Carnaval de Rua

Bloco street parades popping up on corners, joyously dragging me in and sweeping me along down the avenues...

RIO DE JANEIRO STREET CARNIVAL -


” Portela! Quando vi você passar Senti meu coração apressado ,todo o meu corpo tomado, minha alegria voltar ”  Paulinho da Viola

  Portela, when I saw you go by I felt my heart race, my whole body enraptured ,my joy return –       

From the hotel in Barra the taxi driver took me to the airport, thanking me for my visit in his most nostalgic Rio-esque way, saying: “O carnaval 2015 foi embora”, “And so it was, Carnaval 2015”.
Here in São Paulo, the atmosphere is much different, no open-air rhythms of the Batuque or samba are to be heard, no bloco street parades are popping up on corners, joyously dragging me in and sweeping me down the avenues. I am already painfully nostalgic for those few but unforgettable days, when the daily routines of Rio were so delightfully invaded by all those happy people, “brincado”, frolicking, in the Carnaval.
The exuberance and infectious rhythm of this marvelous city is the shot of life-affirming joy that sustains my determination to live the rest of the year with vigor and a lust for life … until the next Carnaval .
I hope to relive this experience again and again, for my love of Rio has no end…
São Paulo, March 2015 © Pablo Munini   street carnival Rio Janeiro

In 2014 I arrived in San Pablo on Ash Wednesday, supposing that Carnival would be over in Brazil. A few days later in Rio however, I learned that in the “wonderful city” there are no rigid rules or dates. That was how, walking along the Visconde de Piraja Avenue, I suddenly ended up in front of the flag bearer of the “Barangal bloco”, or the Barangal street party, holding aloft the large orange flag of the group.
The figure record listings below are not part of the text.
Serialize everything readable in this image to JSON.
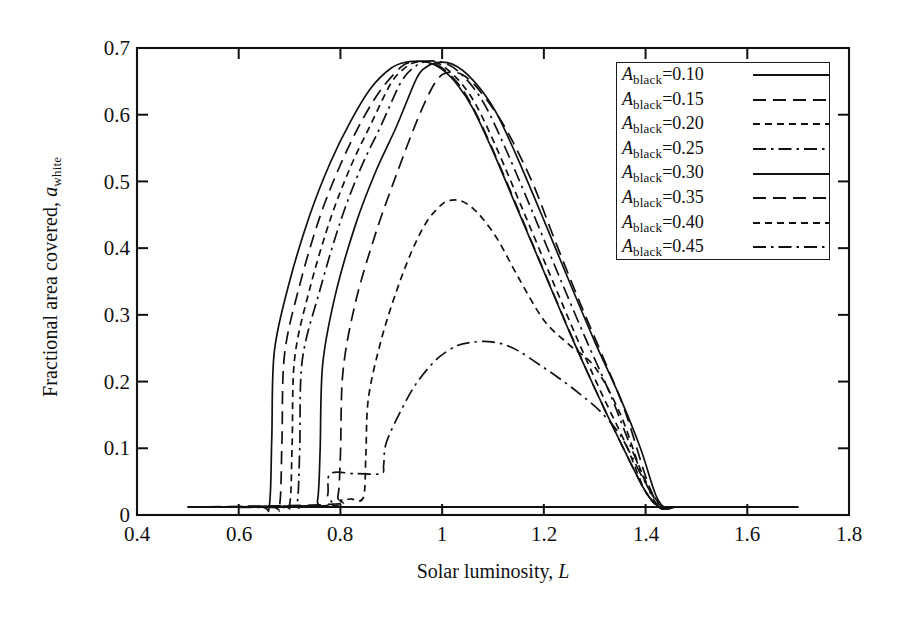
{
  "figure": {
    "background": "#ffffff",
    "ink": "#111111"
  },
  "axes": {
    "x": {
      "label_text": "Solar luminosity, ",
      "label_var": "L",
      "ticks": [
        "0.4",
        "0.6",
        "0.8",
        "1",
        "1.2",
        "1.4",
        "1.6",
        "1.8"
      ],
      "tick_values": [
        0.4,
        0.6,
        0.8,
        1.0,
        1.2,
        1.4,
        1.6,
        1.8
      ],
      "min": 0.4,
      "max": 1.8
    },
    "y": {
      "label_text": "Fractional area covered, ",
      "label_var": "a",
      "label_sub": "white",
      "ticks": [
        "0.7",
        "0.6",
        "0.5",
        "0.4",
        "0.3",
        "0.2",
        "0.1",
        "0"
      ],
      "tick_values": [
        0.7,
        0.6,
        0.5,
        0.4,
        0.3,
        0.2,
        0.1,
        0.0
      ],
      "min": 0.0,
      "max": 0.7
    }
  },
  "legend": {
    "position": "top-right-inside",
    "items": [
      {
        "prefix": "A",
        "sub": "black",
        "eq": "=0.10",
        "dash": "solid"
      },
      {
        "prefix": "A",
        "sub": "black",
        "eq": "=0.15",
        "dash": "dashed"
      },
      {
        "prefix": "A",
        "sub": "black",
        "eq": "=0.20",
        "dash": "dotted-dash"
      },
      {
        "prefix": "A",
        "sub": "black",
        "eq": "=0.25",
        "dash": "dash-dot"
      },
      {
        "prefix": "A",
        "sub": "black",
        "eq": "=0.30",
        "dash": "solid"
      },
      {
        "prefix": "A",
        "sub": "black",
        "eq": "=0.35",
        "dash": "dashed"
      },
      {
        "prefix": "A",
        "sub": "black",
        "eq": "=0.40",
        "dash": "dotted-dash"
      },
      {
        "prefix": "A",
        "sub": "black",
        "eq": "=0.45",
        "dash": "dash-dot"
      }
    ]
  },
  "chart_data": {
    "type": "line",
    "title": "",
    "xlabel": "Solar luminosity, L",
    "ylabel": "Fractional area covered, a_white",
    "xlim": [
      0.4,
      1.8
    ],
    "ylim": [
      0.0,
      0.7
    ],
    "grid": false,
    "legend_position": "upper right",
    "x_ticks": [
      0.4,
      0.6,
      0.8,
      1.0,
      1.2,
      1.4,
      1.6,
      1.8
    ],
    "y_ticks": [
      0.0,
      0.1,
      0.2,
      0.3,
      0.4,
      0.5,
      0.6,
      0.7
    ],
    "series": [
      {
        "name": "A_black=0.10",
        "dash": "solid",
        "x": [
          0.5,
          0.64,
          0.66,
          0.665,
          0.67,
          0.7,
          0.74,
          0.78,
          0.82,
          0.86,
          0.9,
          0.93,
          0.95,
          0.97,
          1.0,
          1.03,
          1.06,
          1.1,
          1.15,
          1.2,
          1.25,
          1.3,
          1.35,
          1.4,
          1.43,
          1.45,
          1.5,
          1.6,
          1.7
        ],
        "y": [
          0.012,
          0.012,
          0.013,
          0.115,
          0.245,
          0.35,
          0.45,
          0.528,
          0.59,
          0.64,
          0.67,
          0.679,
          0.68,
          0.679,
          0.668,
          0.645,
          0.61,
          0.545,
          0.455,
          0.365,
          0.275,
          0.19,
          0.11,
          0.035,
          0.01,
          0.012,
          0.012,
          0.012,
          0.012
        ]
      },
      {
        "name": "A_black=0.15",
        "dash": "dashed",
        "x": [
          0.5,
          0.66,
          0.68,
          0.685,
          0.69,
          0.72,
          0.76,
          0.8,
          0.84,
          0.88,
          0.92,
          0.94,
          0.96,
          0.98,
          1.0,
          1.03,
          1.06,
          1.1,
          1.15,
          1.2,
          1.25,
          1.3,
          1.35,
          1.4,
          1.43,
          1.45,
          1.5,
          1.6,
          1.7
        ],
        "y": [
          0.012,
          0.012,
          0.013,
          0.11,
          0.24,
          0.345,
          0.448,
          0.525,
          0.588,
          0.638,
          0.672,
          0.679,
          0.68,
          0.678,
          0.67,
          0.648,
          0.612,
          0.547,
          0.457,
          0.366,
          0.276,
          0.19,
          0.11,
          0.035,
          0.01,
          0.012,
          0.012,
          0.012,
          0.012
        ]
      },
      {
        "name": "A_black=0.20",
        "dash": "dotted-dash",
        "x": [
          0.5,
          0.68,
          0.7,
          0.705,
          0.71,
          0.74,
          0.78,
          0.82,
          0.86,
          0.9,
          0.93,
          0.95,
          0.97,
          0.99,
          1.01,
          1.04,
          1.07,
          1.11,
          1.16,
          1.21,
          1.26,
          1.31,
          1.36,
          1.4,
          1.43,
          1.45,
          1.5,
          1.6,
          1.7
        ],
        "y": [
          0.012,
          0.013,
          0.015,
          0.105,
          0.235,
          0.34,
          0.443,
          0.522,
          0.586,
          0.648,
          0.672,
          0.679,
          0.68,
          0.678,
          0.668,
          0.645,
          0.61,
          0.545,
          0.455,
          0.364,
          0.274,
          0.188,
          0.108,
          0.035,
          0.01,
          0.012,
          0.012,
          0.012,
          0.012
        ]
      },
      {
        "name": "A_black=0.25",
        "dash": "dash-dot",
        "x": [
          0.5,
          0.7,
          0.715,
          0.72,
          0.725,
          0.76,
          0.8,
          0.84,
          0.88,
          0.92,
          0.95,
          0.97,
          0.99,
          1.01,
          1.03,
          1.06,
          1.09,
          1.13,
          1.18,
          1.23,
          1.28,
          1.33,
          1.37,
          1.41,
          1.43,
          1.45,
          1.5,
          1.6,
          1.7
        ],
        "y": [
          0.012,
          0.013,
          0.018,
          0.1,
          0.232,
          0.338,
          0.44,
          0.52,
          0.584,
          0.65,
          0.674,
          0.68,
          0.68,
          0.676,
          0.666,
          0.642,
          0.606,
          0.54,
          0.45,
          0.358,
          0.268,
          0.182,
          0.104,
          0.032,
          0.01,
          0.012,
          0.012,
          0.012,
          0.012
        ]
      },
      {
        "name": "A_black=0.30",
        "dash": "solid",
        "x": [
          0.5,
          0.74,
          0.755,
          0.76,
          0.765,
          0.79,
          0.83,
          0.87,
          0.91,
          0.95,
          0.97,
          0.99,
          1.01,
          1.03,
          1.05,
          1.08,
          1.11,
          1.15,
          1.2,
          1.25,
          1.3,
          1.35,
          1.39,
          1.42,
          1.44,
          1.46,
          1.5,
          1.6,
          1.7
        ],
        "y": [
          0.012,
          0.014,
          0.022,
          0.095,
          0.225,
          0.33,
          0.436,
          0.516,
          0.582,
          0.655,
          0.672,
          0.678,
          0.678,
          0.672,
          0.66,
          0.634,
          0.598,
          0.532,
          0.442,
          0.35,
          0.26,
          0.176,
          0.1,
          0.03,
          0.01,
          0.012,
          0.012,
          0.012,
          0.012
        ]
      },
      {
        "name": "A_black=0.35",
        "dash": "dashed",
        "x": [
          0.5,
          0.78,
          0.795,
          0.8,
          0.805,
          0.83,
          0.87,
          0.91,
          0.95,
          0.98,
          1.0,
          1.02,
          1.04,
          1.06,
          1.08,
          1.11,
          1.14,
          1.18,
          1.22,
          1.27,
          1.32,
          1.36,
          1.4,
          1.42,
          1.44,
          1.46,
          1.5,
          1.6,
          1.7
        ],
        "y": [
          0.012,
          0.016,
          0.028,
          0.09,
          0.215,
          0.32,
          0.424,
          0.51,
          0.59,
          0.64,
          0.66,
          0.664,
          0.66,
          0.648,
          0.63,
          0.598,
          0.558,
          0.494,
          0.415,
          0.32,
          0.23,
          0.155,
          0.058,
          0.022,
          0.01,
          0.012,
          0.012,
          0.012,
          0.012
        ]
      },
      {
        "name": "A_black=0.40",
        "dash": "dotted-dash",
        "x": [
          0.5,
          0.78,
          0.8,
          0.82,
          0.845,
          0.85,
          0.855,
          0.88,
          0.91,
          0.94,
          0.97,
          1.0,
          1.02,
          1.04,
          1.06,
          1.08,
          1.11,
          1.15,
          1.2,
          1.25,
          1.3,
          1.35,
          1.39,
          1.42,
          1.44,
          1.46,
          1.5,
          1.6,
          1.7
        ],
        "y": [
          0.012,
          0.014,
          0.022,
          0.024,
          0.026,
          0.09,
          0.175,
          0.262,
          0.335,
          0.395,
          0.44,
          0.466,
          0.472,
          0.47,
          0.46,
          0.444,
          0.412,
          0.356,
          0.292,
          0.255,
          0.222,
          0.152,
          0.068,
          0.024,
          0.01,
          0.012,
          0.012,
          0.012,
          0.012
        ]
      },
      {
        "name": "A_black=0.45",
        "dash": "dash-dot",
        "x": [
          0.5,
          0.76,
          0.775,
          0.78,
          0.83,
          0.88,
          0.885,
          0.89,
          0.92,
          0.95,
          0.99,
          1.03,
          1.06,
          1.09,
          1.12,
          1.15,
          1.19,
          1.23,
          1.27,
          1.31,
          1.35,
          1.39,
          1.42,
          1.44,
          1.46,
          1.5,
          1.6,
          1.7
        ],
        "y": [
          0.012,
          0.013,
          0.03,
          0.062,
          0.062,
          0.062,
          0.075,
          0.108,
          0.158,
          0.198,
          0.234,
          0.254,
          0.259,
          0.26,
          0.256,
          0.246,
          0.226,
          0.205,
          0.182,
          0.156,
          0.12,
          0.062,
          0.022,
          0.01,
          0.012,
          0.012,
          0.012,
          0.012
        ]
      },
      {
        "name": "baseline",
        "dash": "solid",
        "x": [
          0.5,
          0.7,
          0.9,
          1.1,
          1.3,
          1.5,
          1.7
        ],
        "y": [
          0.012,
          0.012,
          0.012,
          0.012,
          0.012,
          0.012,
          0.012
        ]
      }
    ]
  },
  "plot_box": {
    "left_px": 137,
    "right_px": 849,
    "top_px": 48,
    "bottom_px": 515
  }
}
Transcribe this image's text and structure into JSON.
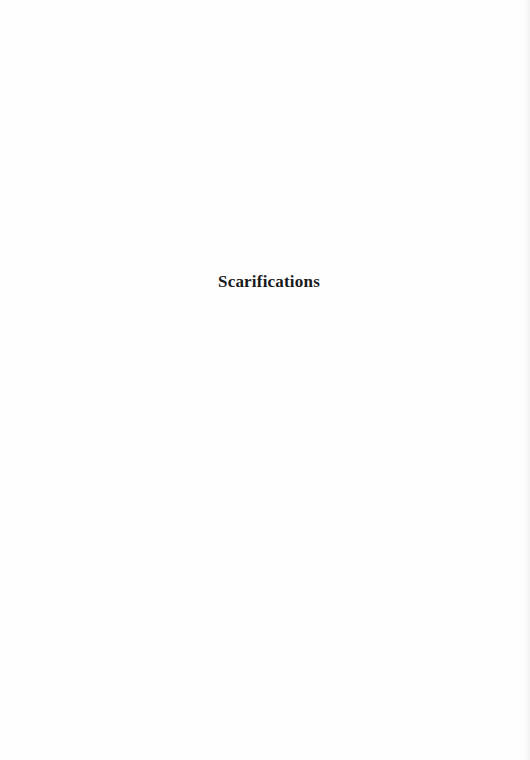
{
  "page": {
    "title": "Scarifications",
    "background_color": "#fefefe",
    "text_color": "#1a1a1a"
  }
}
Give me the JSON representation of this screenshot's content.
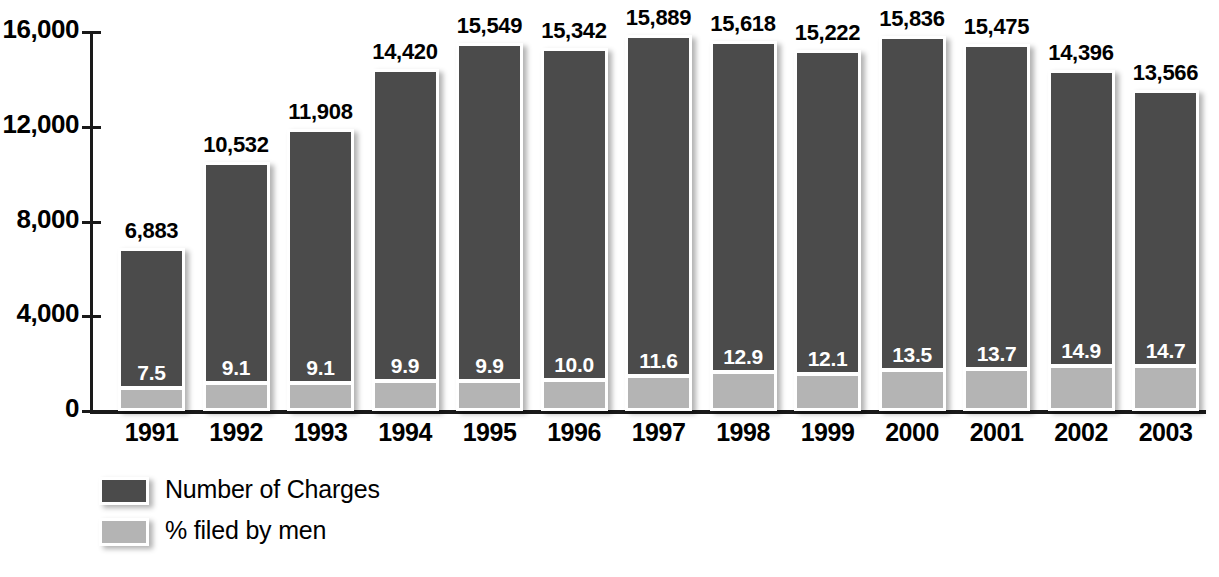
{
  "chart_data": {
    "type": "bar",
    "title": "",
    "subtitle": "",
    "xlabel": "",
    "ylabel": "",
    "ylim": [
      0,
      16000
    ],
    "ytick_labels": [
      "16,000",
      "12,000",
      "8,000",
      "4,000",
      "0"
    ],
    "ytick_values": [
      16000,
      12000,
      8000,
      4000,
      0
    ],
    "grid": false,
    "legend_position": "bottom-left",
    "categories": [
      "1991",
      "1992",
      "1993",
      "1994",
      "1995",
      "1996",
      "1997",
      "1998",
      "1999",
      "2000",
      "2001",
      "2002",
      "2003"
    ],
    "series": [
      {
        "name": "Number of Charges",
        "color": "#4b4b4b",
        "values": [
          6883,
          10532,
          11908,
          14420,
          15549,
          15342,
          15889,
          15618,
          15222,
          15836,
          15475,
          14396,
          13566
        ],
        "value_labels": [
          "6,883",
          "10,532",
          "11,908",
          "14,420",
          "15,549",
          "15,342",
          "15,889",
          "15,618",
          "15,222",
          "15,836",
          "15,475",
          "14,396",
          "13,566"
        ]
      },
      {
        "name": "% filed by men",
        "color": "#b4b4b4",
        "values": [
          7.5,
          9.1,
          9.1,
          9.9,
          9.9,
          10.0,
          11.6,
          12.9,
          12.1,
          13.5,
          13.7,
          14.9,
          14.7
        ],
        "value_labels": [
          "7.5",
          "9.1",
          "9.1",
          "9.9",
          "9.9",
          "10.0",
          "11.6",
          "12.9",
          "12.1",
          "13.5",
          "13.7",
          "14.9",
          "14.7"
        ]
      }
    ]
  },
  "legend": {
    "items": [
      {
        "label": "Number of Charges",
        "color": "#4b4b4b"
      },
      {
        "label": "% filed by men",
        "color": "#b4b4b4"
      }
    ]
  }
}
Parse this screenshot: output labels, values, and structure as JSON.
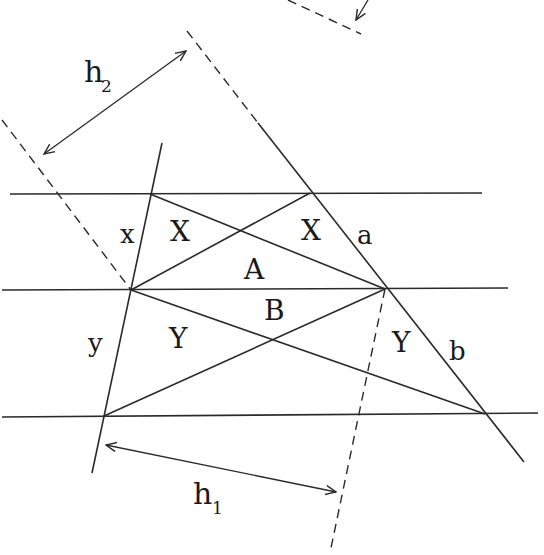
{
  "diagram": {
    "labels": {
      "h2": "h",
      "h2_sub": "2",
      "h1": "h",
      "h1_sub": "1",
      "x_small": "x",
      "y_small": "y",
      "X_left": "X",
      "X_right": "X",
      "A": "A",
      "B": "B",
      "Y_left": "Y",
      "Y_right": "Y",
      "a": "a",
      "b": "b"
    },
    "colors": {
      "stroke": "#2a2a2a",
      "background": "#ffffff"
    }
  }
}
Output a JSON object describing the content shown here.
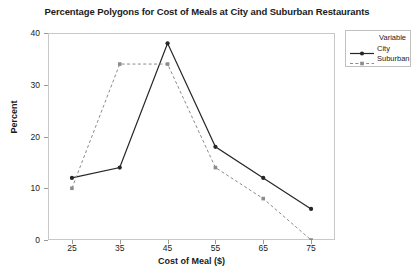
{
  "chart_data": {
    "type": "line",
    "title": "Percentage Polygons for Cost of Meals at City and Suburban Restaurants",
    "xlabel": "Cost of Meal ($)",
    "ylabel": "Percent",
    "x": [
      25,
      35,
      45,
      55,
      65,
      75
    ],
    "xticklabels": [
      "25",
      "35",
      "45",
      "55",
      "65",
      "75"
    ],
    "yticklabels": [
      "0",
      "10",
      "20",
      "30",
      "40"
    ],
    "yticks": [
      0,
      10,
      20,
      30,
      40
    ],
    "ylim": [
      0,
      40
    ],
    "xlim": [
      20,
      80
    ],
    "grid": false,
    "legend_position": "outside-top-right",
    "legend_title": "Variable",
    "series": [
      {
        "name": "City",
        "values": [
          12,
          14,
          38,
          18,
          12,
          6
        ],
        "color": "#262626",
        "linestyle": "solid",
        "marker": "circle"
      },
      {
        "name": "Suburban",
        "values": [
          10,
          34,
          34,
          14,
          8,
          0
        ],
        "color": "#8c8c8c",
        "linestyle": "dashed",
        "marker": "square"
      }
    ]
  }
}
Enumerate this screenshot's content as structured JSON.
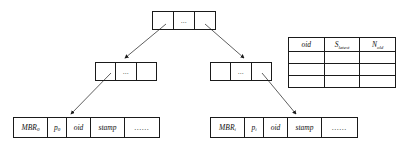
{
  "diagram": {
    "root": {
      "name": "root-node",
      "cells": [
        "",
        "...",
        ""
      ]
    },
    "intermediate_nodes": [
      {
        "name": "intermediate-node-left",
        "cells": [
          "",
          "...",
          ""
        ]
      },
      {
        "name": "intermediate-node-right",
        "cells": [
          "",
          "...",
          ""
        ]
      }
    ],
    "leaf_nodes": [
      {
        "name": "leaf-node-left",
        "cells": [
          {
            "label": "MBR",
            "sub": "0"
          },
          {
            "label": "p",
            "sub": "0"
          },
          {
            "label": "oid",
            "sub": ""
          },
          {
            "label": "stamp",
            "sub": ""
          },
          {
            "label": "......",
            "sub": ""
          }
        ]
      },
      {
        "name": "leaf-node-right",
        "cells": [
          {
            "label": "MBR",
            "sub": "i"
          },
          {
            "label": "p",
            "sub": "i"
          },
          {
            "label": "oid",
            "sub": ""
          },
          {
            "label": "stamp",
            "sub": ""
          },
          {
            "label": "......",
            "sub": ""
          }
        ]
      }
    ],
    "side_table": {
      "name": "object-history-table",
      "headers": [
        {
          "label": "oid",
          "sub": ""
        },
        {
          "label": "S",
          "sub": "latest"
        },
        {
          "label": "N",
          "sub": "old"
        }
      ],
      "rows": [
        [
          "",
          "",
          ""
        ],
        [
          "",
          "",
          ""
        ],
        [
          "",
          "",
          ""
        ]
      ]
    },
    "connectors": [
      {
        "name": "arrow-root-to-left-intermediate",
        "from": "root-cell-1",
        "to": "intermediate-node-left"
      },
      {
        "name": "arrow-root-to-right-intermediate",
        "from": "root-cell-3",
        "to": "intermediate-node-right"
      },
      {
        "name": "arrow-left-intermediate-to-left-leaf",
        "from": "intermediate-node-left",
        "to": "leaf-node-left-oid"
      },
      {
        "name": "arrow-right-intermediate-to-right-leaf",
        "from": "intermediate-node-right",
        "to": "leaf-node-right-stamp"
      }
    ],
    "colors": {
      "line": "#1a1a1a",
      "background": "#ffffff",
      "text": "#111111"
    }
  }
}
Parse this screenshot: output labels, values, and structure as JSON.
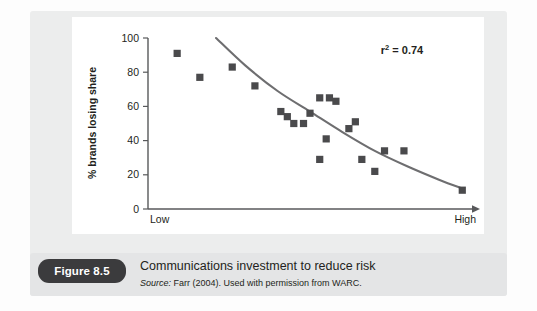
{
  "figure": {
    "badge_label": "Figure 8.5",
    "caption_title": "Communications investment to reduce risk",
    "source_prefix": "Source:",
    "source_text": " Farr (2004). Used with permission from WARC."
  },
  "colors": {
    "panel_background": "#eceded",
    "plot_background": "#ffffff",
    "caption_background": "#e4e5e6",
    "badge_background": "#3b3b3d",
    "marker": "#4a4a4c",
    "trendline": "#6e6e70",
    "axis": "#58595b",
    "text": "#231f20"
  },
  "chart_data": {
    "type": "scatter",
    "title": "",
    "xlabel": "Media pressure",
    "ylabel": "% brands losing share",
    "xlim": [
      0,
      100
    ],
    "ylim": [
      0,
      100
    ],
    "grid": false,
    "legend_position": "none",
    "x_axis_ticklabels": [
      "Low",
      "High"
    ],
    "y_ticks": [
      0,
      20,
      40,
      60,
      80,
      100
    ],
    "y_ticklabels": [
      "0",
      "20",
      "40",
      "60",
      "80",
      "100"
    ],
    "annotation": "r2 = 0.74",
    "annotation_value": 0.74,
    "annotation_symbol": "r",
    "annotation_exponent": "2",
    "annotation_equals": " = 0.74",
    "series": [
      {
        "name": "brands",
        "marker": "square",
        "points": [
          {
            "x": 9,
            "y": 91
          },
          {
            "x": 16,
            "y": 77
          },
          {
            "x": 26,
            "y": 83
          },
          {
            "x": 33,
            "y": 72
          },
          {
            "x": 41,
            "y": 57
          },
          {
            "x": 43,
            "y": 54
          },
          {
            "x": 45,
            "y": 50
          },
          {
            "x": 48,
            "y": 50
          },
          {
            "x": 50,
            "y": 56
          },
          {
            "x": 53,
            "y": 65
          },
          {
            "x": 56,
            "y": 65
          },
          {
            "x": 58,
            "y": 63
          },
          {
            "x": 55,
            "y": 41
          },
          {
            "x": 53,
            "y": 29
          },
          {
            "x": 62,
            "y": 47
          },
          {
            "x": 64,
            "y": 51
          },
          {
            "x": 66,
            "y": 29
          },
          {
            "x": 70,
            "y": 22
          },
          {
            "x": 73,
            "y": 34
          },
          {
            "x": 79,
            "y": 34
          },
          {
            "x": 97,
            "y": 11
          }
        ]
      }
    ],
    "trendline": {
      "type": "exponential-decay",
      "points": [
        {
          "x": 21,
          "y": 100
        },
        {
          "x": 30,
          "y": 84
        },
        {
          "x": 40,
          "y": 69
        },
        {
          "x": 50,
          "y": 57
        },
        {
          "x": 60,
          "y": 45
        },
        {
          "x": 70,
          "y": 34
        },
        {
          "x": 80,
          "y": 25
        },
        {
          "x": 90,
          "y": 17
        },
        {
          "x": 97,
          "y": 12
        }
      ]
    }
  }
}
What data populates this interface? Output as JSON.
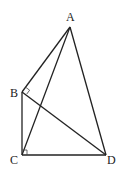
{
  "diagram": {
    "type": "geometry",
    "points": {
      "A": {
        "label": "A",
        "x": 70,
        "y": 27
      },
      "B": {
        "label": "B",
        "x": 22,
        "y": 92
      },
      "C": {
        "label": "C",
        "x": 22,
        "y": 155
      },
      "D": {
        "label": "D",
        "x": 106,
        "y": 155
      }
    },
    "segments": [
      "AB",
      "AC",
      "AD",
      "BC",
      "BD",
      "CD"
    ],
    "right_angles": [
      "ABD",
      "BCD"
    ],
    "colors": {
      "stroke": "#222222",
      "background": "#ffffff"
    }
  }
}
Behind her, “pulando“ (dancing the samba), were the other members of this self-selected group, formed by friends who frequent Joel’s beach barraca at the Posto 9 in Ipanema.
It was my first experience with the “Carnival de Rua” of Rio. And the following year, even though I spent my days in Rio in the middle of Carnival, to my chagrin I wasn’t able to find the Barangal bloco again.
In March of 2019, I arrived in Rio on the same day as in 2014, this time knowing that the Carnival in Rio goes beyond Ash Wednesday, and that the parade of the champion samba schools would take place in the “Sambadrome”  that weekend. street carnival Rio Janeiro
At the hotel reception, a list prepared for tourists showed the blocos that I would be able to find in Ipanema, Copacabana, and Botafogo. I perused the list, but did not see Barangal on it. A little dejected, I headed towards the Avenue where the electric street signs displayed a temperature of a sweltering 35C (95F). In spite of the heat, just as in 2014, I started walking towards Arpoador.
Everyone there was waiting for the arrival of a bloco, but no one could tell me which one it was when I asked. And so it made me wait, as a beautiful woman might do to an eager date. But finally it appeared. And as in the “samba” of Paulinho de Viola, I felt “my whole body enraptured and my joy returned” when the flag bearer of Barangal appeared again, dressed in white and waving the great flag. Then the faces of the other members of the group, whom I remembered from my photos of them taken in 2014, emerged one by one.
“Barangal” is thus chronologically the first and also the last image of this gallery of images of the “Carnaval de Rua”  for the years 2014, 2015 and 2019. Above all, to me Barangal represents a dream fulfilled of returning to Rio to mingle with the members of this bloco, who dance in the Avenue and celebrate the beauty and eternal magic of the “city of wonder”.                      Milan , March 2020 © Pablo Munini street carnival Rio Janeiro

A more informal way to enjoy the Carnaval today in Rio is to join in one or more blocos, or block parties. The rise of block parties is fairly recent in Rio de Janeiro, and in the last decade their numbers have increased to over 400. Now most blocks celebrate their neighborhood pride during Carnaval with their own bloco or banda. A bloco usually includes a percussion band winding through the neighborhood’s streets and around the block, with a crowd of cheerful locals following behind singing, dancing and drinking. Like the famous samba schools that are the foundation of Rio’s Carnaval, a bloco usually has a theme to distinguish it. A banda plays old favorite songs during the parade, with sambas and “marchinhas” to set the beat. These are usually songs that the locals have known by heart since childhood, and so everyone sings along. In addition to a percussion band and one or more singers, both bandas and blocos usually have a “porta bandeira” (flag -bearer), and a “mestre sala” (master of ceremonies) to set the tone.